Vladimir Markin, a spokesman for Russia's Investigative Committee, was quoted by the Interfax news agency as saying the raids were related to a legal case first launched in 2003 against Khodorkovsky and his allies relating to what the state regarded as the illegal privatisation of a mining and fertiliser company called Apatit.
Khodorkovsky, 52, once Russia's richest man thanks to his then control of the Yukos oil company, likened the raids to repression in the Soviet era, suggesting they were linked to critical comments he had made about President Vladimir Putin. "The decay had entered its final stage," Khodorkovsky told the Ekho Moskvy radio station. ""We are all familiar with this from the time of (Soviet leader Leonid) Brezhnev." "Everyone who collaborates with Open Russia perfectly understands and understood from the very start that such pressure was not only possible but inevitable."
Russian authorities arrested Khodorkovsky in 2003 after he fell out with Putin.

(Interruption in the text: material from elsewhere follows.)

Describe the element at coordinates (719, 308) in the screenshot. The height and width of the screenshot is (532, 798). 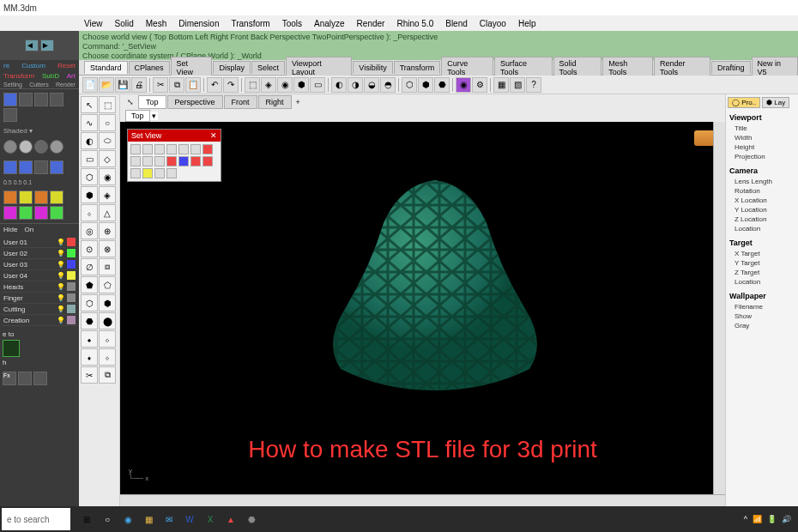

He was later convicted of tax evasion and fraud in a trial he always said was politically-motivated. Released in 2013, he now spends a lot of time in London. Earlier this month, Russian police said they had uncovered evidence suggesting Khodorkovsky had ordered the 1998 contract killing of the mayor of an oil-producing town in Siberia and wanted him to stand trial for the alleged crime.